City might now preserve surplus land as open space
Tue, 09/11/2007
Six acres of ridge-top property in the West Duwamish greenbelt - once slated for surplus sale by the city for private condo development - are on their way to preservation as public open space.
The Seattle City Council's committee on parks, education, libraries and labor is scheduled to take up the matter Sept. 19.
Neighbors in the Riverview neighborhood objected four years ago to the city's proposed sale of the top of a 30-acre slice of the greenbelt, Seattle's largest forest. They wanted the ridge to be part of the greenbelt, not the residential area. The city relented and withdrew the land sale offer.
The West Duwamish greenbelt is a 181-acre forest along West Seattle's eastern edge. It is the largest greenbelt in Seattle.
The property at issue is between Morgan and Holly streets, with a western boundary at 15th Avenue Southwest. Besides the six acres that had been for sale at the top of the greenbelt, another 25 acres runs eastward and drops downhill to West Marginal Way by the Duwamish River.
"We're so happy," said Nancy Whitlock, director of the Nature Consortium, a nonprofit environmental organization based in the Youngstown Cultural Arts Center. She joined with residents of the Riverview neighborhood to preserve the West Duwamish greenbelt. Her organization does a lot of forest restoration in West Seattle's eastern flank.
The ridge of the West Duwamish greenbelt includes several wetlands frequented by migratory as well as stay-around birds, Whitlock said. Thirty-five species have been spotted in the greenbelt.
The West Duwamish greenbelt also provides a noise-and-pollution buffer between West Seattle and the Duwamish industrial corridor.
More and more urban hikers are turning up on the greenbelt's trails, Whitlock said. Unfortunately so are all-terrain vehicles and motorbikes, she said.
The property had been purchased during the 1960s for a highway-and-bridge project called Sound Way. The highway would've cut across West Seattle to Fauntleroy and a bridge across Puget Sound to Vashon Island.
A few years ago, the city inventoried its surplus properties with plans to sell. Planners pointed out the sales-worthiness of the potential view lots at the ridge of the greenbelt.
But neighbors objected and urged the city to preserve the land as publicly owned open space.
The city gave the community nine months to raise $1.3 million for the land to be designated as open space, Whitlock recalled.
Opponents of the greenbelt land sale raised $6,000. Then West Seattle Sen. Erik Poulsen sponsored a bill in the Legislature contributing $500,000 toward the project.
Mayor Greg Nickels decided the community had raised enough money and the state to offset the city's loss of potential revenue, so he declared the matter settled.
If approved by the full City Council this fall, the swath of West Duwamish greenbelt could be officially designated as open space. The land would be transferred from the Department of Transportation to Seattle Parks and Recreation.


**Task item**
Report all lines in the records that hold the string "middle".

Entries taken from a collection
§ §

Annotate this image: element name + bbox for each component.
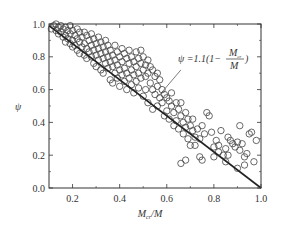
- data-point: [241, 162, 247, 168]
- equation-prefix: ψ =1.1(1−: [178, 53, 221, 65]
- data-point: [185, 136, 191, 142]
- y-tick-label: 0.0: [33, 183, 46, 194]
- data-point: [189, 116, 195, 122]
- data-point: [201, 131, 207, 137]
- data-point: [253, 137, 259, 143]
- x-tick-label: 0.8: [208, 193, 221, 204]
- data-point: [147, 80, 153, 86]
- scatter-chart: 0.20.40.60.81.00.00.20.40.60.81.0 Mcr/M …: [0, 0, 281, 230]
- scatter-points: [48, 21, 259, 172]
- data-point: [126, 47, 132, 53]
- data-point: [175, 106, 181, 112]
- data-point: [116, 83, 122, 89]
- data-point: [251, 159, 257, 165]
- data-point: [208, 129, 214, 135]
- x-tick-label: 0.2: [66, 193, 79, 204]
- data-point: [180, 131, 186, 137]
- data-point: [199, 122, 205, 128]
- data-point: [182, 157, 188, 163]
- x-tick-label: 1.0: [255, 193, 268, 204]
- data-point: [154, 83, 160, 89]
- annotation-pointer: [159, 70, 181, 96]
- data-point: [135, 85, 141, 91]
- equation-numerator: Mcr: [228, 47, 242, 59]
- data-point: [182, 109, 188, 115]
- x-axis-title: Mcr/M: [137, 208, 163, 220]
- y-axis-title: ψ: [15, 101, 22, 112]
- data-point: [178, 100, 184, 106]
- data-point: [157, 77, 163, 83]
- data-point: [178, 160, 184, 166]
- equation-denominator: M: [229, 60, 239, 71]
- data-point: [168, 90, 174, 96]
- y-tick-label: 0.8: [33, 51, 46, 62]
- data-point: [237, 147, 243, 153]
- data-point: [171, 109, 177, 115]
- fit-equation-label: ψ =1.1(1− Mcr M ): [178, 47, 249, 71]
- data-point: [192, 142, 198, 148]
- data-point: [178, 113, 184, 119]
- y-tick-label: 0.6: [33, 84, 46, 95]
- data-point: [112, 42, 118, 48]
- y-tick-label: 0.2: [33, 150, 46, 161]
- equation-suffix: ): [244, 53, 249, 65]
- y-tick-label: 0.4: [33, 117, 46, 128]
- y-tick-label: 1.0: [33, 19, 46, 30]
- x-tick-label: 0.4: [113, 193, 126, 204]
- data-point: [218, 127, 224, 133]
- data-point: [142, 86, 148, 92]
- data-point: [222, 145, 228, 151]
- data-point: [133, 78, 139, 84]
- data-point: [237, 122, 243, 128]
- x-tick-label: 0.6: [161, 193, 174, 204]
- data-point: [225, 152, 231, 158]
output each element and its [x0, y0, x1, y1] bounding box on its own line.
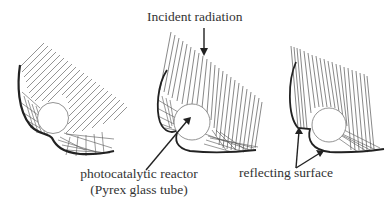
- reactor-tube-middle: [174, 104, 210, 140]
- reactor-label-line1: photocatalytic reactor: [54, 166, 224, 182]
- incident-arrow-head: [200, 48, 208, 56]
- solar-collector-diagram: Incident radiation photocatalytic reacto…: [0, 0, 392, 211]
- incident-rays-left: [20, 43, 127, 133]
- reflector-arrow-2-head: [316, 150, 324, 157]
- reactor-tube-left: [38, 103, 69, 134]
- incident-radiation-label: Incident radiation: [147, 9, 243, 25]
- panel-middle: [146, 28, 262, 170]
- reflector-arrow-1: [296, 131, 299, 168]
- reactor-label: photocatalytic reactor (Pyrex glass tube…: [54, 166, 224, 198]
- panel-right: [290, 46, 384, 168]
- reactor-label-line2: (Pyrex glass tube): [54, 182, 224, 198]
- reactor-tube-right: [312, 108, 346, 142]
- panel-left: [19, 43, 127, 156]
- reflecting-surface-label: reflecting surface: [239, 165, 333, 181]
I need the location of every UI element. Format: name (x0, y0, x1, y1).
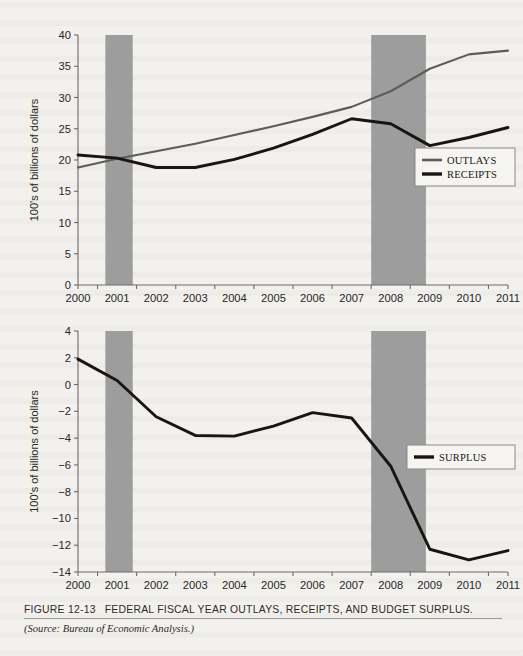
y-tick-label: −6 (58, 459, 71, 471)
x-tick-label: 2008 (378, 579, 403, 591)
legend-label-surplus: SURPLUS (439, 452, 487, 463)
y-axis-title: 100's of billions of dollars (28, 98, 40, 221)
x-tick-label: 2005 (261, 579, 286, 591)
figure-title: FEDERAL FISCAL YEAR OUTLAYS, RECEIPTS, A… (105, 604, 473, 615)
y-axis-title: 100's of billions of dollars (28, 390, 40, 513)
y-tick-label: 20 (59, 154, 71, 166)
y-tick-label: 25 (59, 123, 71, 135)
y-tick-label: −14 (52, 566, 71, 578)
y-tick-label: −8 (58, 486, 71, 498)
y-tick-label: −4 (58, 432, 71, 444)
y-tick-label: 0 (65, 379, 71, 391)
caption-title-line: FIGURE 12-13FEDERAL FISCAL YEAR OUTLAYS,… (24, 604, 502, 615)
x-tick-label: 2011 (496, 579, 520, 591)
caption-divider (24, 618, 502, 619)
figure-12-13: 0510152025303540100's of billions of dol… (0, 0, 523, 656)
y-tick-label: −10 (52, 512, 71, 524)
y-tick-label: 35 (59, 60, 71, 72)
figure-caption: FIGURE 12-13FEDERAL FISCAL YEAR OUTLAYS,… (24, 604, 502, 634)
chart-surplus: −14−12−10−8−6−4−2024100's of billions of… (0, 320, 523, 595)
x-tick-label: 2009 (417, 579, 442, 591)
y-tick-label: 15 (59, 185, 71, 197)
legend-label-receipts: RECEIPTS (447, 169, 497, 180)
x-tick-label: 2007 (339, 292, 364, 304)
chart-outlays-receipts: 0510152025303540100's of billions of dol… (0, 10, 523, 320)
x-tick-label: 2000 (66, 292, 91, 304)
y-tick-label: 0 (65, 279, 71, 291)
x-tick-label: 2004 (222, 292, 247, 304)
y-tick-label: 10 (59, 217, 71, 229)
y-tick-label: 30 (59, 92, 71, 104)
chart-surplus-svg: −14−12−10−8−6−4−2024100's of billions of… (0, 320, 523, 595)
x-tick-label: 2006 (300, 292, 325, 304)
y-tick-label: 5 (65, 248, 71, 260)
x-tick-label: 2001 (105, 292, 130, 304)
x-tick-label: 2006 (300, 579, 325, 591)
x-tick-label: 2008 (378, 292, 403, 304)
y-tick-label: 2 (65, 352, 71, 364)
x-tick-label: 2010 (456, 579, 481, 591)
recession-band-recession-2001 (105, 331, 132, 572)
figure-source: (Source: Bureau of Economic Analysis.) (24, 623, 502, 634)
x-tick-label: 2007 (339, 579, 364, 591)
chart-outlays-receipts-svg: 0510152025303540100's of billions of dol… (0, 10, 523, 320)
x-tick-label: 2002 (144, 579, 169, 591)
x-tick-label: 2004 (222, 579, 247, 591)
legend-label-outlays: OUTLAYS (447, 155, 496, 166)
x-tick-label: 2005 (261, 292, 286, 304)
x-tick-label: 2002 (144, 292, 169, 304)
x-tick-label: 2003 (183, 579, 208, 591)
y-tick-label: 40 (59, 29, 71, 41)
y-tick-label: −12 (52, 539, 71, 551)
x-tick-label: 2011 (496, 292, 520, 304)
x-tick-label: 2003 (183, 292, 208, 304)
x-tick-label: 2010 (456, 292, 481, 304)
x-tick-label: 2000 (66, 579, 91, 591)
figure-number: FIGURE 12-13 (24, 604, 96, 615)
x-tick-label: 2001 (105, 579, 130, 591)
x-tick-label: 2009 (417, 292, 442, 304)
y-tick-label: −2 (58, 405, 71, 417)
y-tick-label: 4 (65, 325, 71, 337)
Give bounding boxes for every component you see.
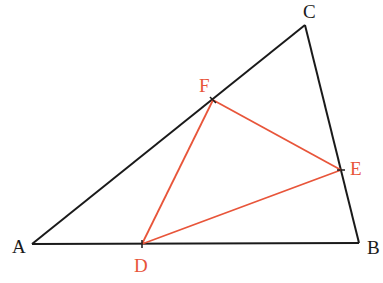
segment-EF xyxy=(213,100,341,170)
segment-CA xyxy=(32,25,305,244)
label-C: C xyxy=(303,1,316,22)
segment-AB xyxy=(32,243,359,244)
label-F: F xyxy=(199,75,210,96)
segment-DE xyxy=(142,170,341,244)
segment-BC xyxy=(305,25,359,243)
geometry-diagram: A B C D E F xyxy=(0,0,383,283)
label-E: E xyxy=(350,158,362,179)
label-A: A xyxy=(12,236,26,257)
label-B: B xyxy=(367,237,380,258)
label-D: D xyxy=(134,255,148,276)
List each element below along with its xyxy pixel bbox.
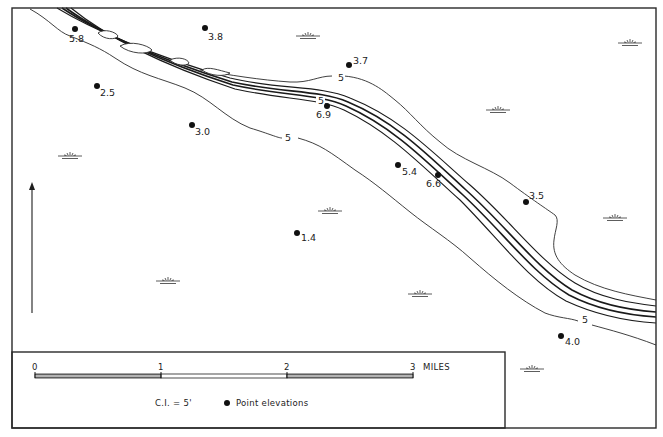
elevation-label: 2.5 xyxy=(100,87,115,98)
elevation-point-icon xyxy=(346,62,352,68)
elevation-label: 6.9 xyxy=(316,109,331,120)
contour-interval-label: C.I. = 5' xyxy=(155,398,192,408)
elevation-label: 3.7 xyxy=(353,55,368,66)
scale-tick-label: 0 xyxy=(32,362,38,372)
elevation-label: 1.4 xyxy=(301,232,316,243)
elevation-label: 5.8 xyxy=(69,33,84,44)
elevation-label: 3.0 xyxy=(195,126,210,137)
topographic-map: 5555 5.83.82.53.03.76.95.46.61.43.54.0 0… xyxy=(0,0,663,437)
contour-label: 5 xyxy=(285,132,291,143)
contour-label: 5 xyxy=(582,314,588,325)
point-elevations-legend-label: Point elevations xyxy=(236,398,309,408)
point-elevation-legend-icon xyxy=(224,400,230,406)
elevation-label: 3.8 xyxy=(208,31,223,42)
elevation-point-icon xyxy=(395,162,401,168)
scale-bar-segment xyxy=(161,374,287,378)
elevation-point-icon xyxy=(558,333,564,339)
map-background xyxy=(0,0,663,437)
scale-tick-label: 1 xyxy=(158,362,164,372)
elevation-label: 6.6 xyxy=(426,178,441,189)
elevation-point-icon xyxy=(72,26,78,32)
elevation-point-icon xyxy=(294,230,300,236)
contour-label: 5 xyxy=(338,72,344,83)
elevation-label: 5.4 xyxy=(402,166,417,177)
elevation-label: 3.5 xyxy=(529,190,544,201)
scale-tick-label: 2 xyxy=(284,362,290,372)
scale-unit-label: MILES xyxy=(423,362,450,372)
elevation-label: 4.0 xyxy=(565,336,580,347)
contour-label: 5 xyxy=(318,95,324,106)
scale-tick-label: 3 xyxy=(410,362,416,372)
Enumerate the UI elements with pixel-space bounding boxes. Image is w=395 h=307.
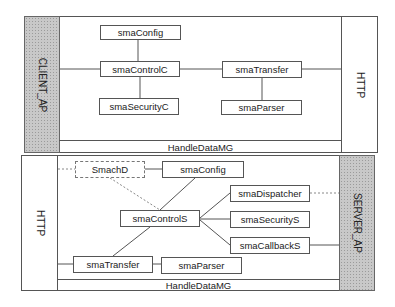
link-control-transfer-s (113, 227, 150, 256)
link-control-callback-s (200, 220, 230, 245)
connector-lines (0, 0, 395, 307)
link-control-dispatcher-s (200, 193, 230, 218)
link-control-config-s (160, 178, 195, 210)
link-smachd-control-s (110, 178, 160, 210)
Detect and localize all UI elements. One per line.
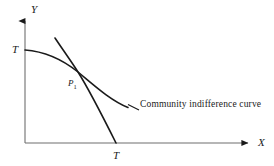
economics-diagram: Y X T T P1 Community indifference curve	[0, 0, 274, 166]
y-axis-label: Y	[31, 4, 37, 15]
community-indifference-curve-caption: Community indifference curve	[140, 100, 261, 110]
y-intercept-label: T	[12, 44, 18, 55]
caption-leader-line	[128, 105, 139, 111]
tangency-point-label: P1	[68, 79, 77, 90]
tangency-point-subscript: 1	[74, 83, 77, 90]
x-intercept-label: T	[113, 150, 119, 161]
diagram-canvas	[0, 0, 274, 166]
x-axis-label: X	[258, 137, 265, 148]
transformation-curve	[55, 38, 116, 143]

§ §

**Answer to the problem**
- reactor-tube-middle: [174, 104, 210, 140]
- panel-middle: [146, 28, 262, 170]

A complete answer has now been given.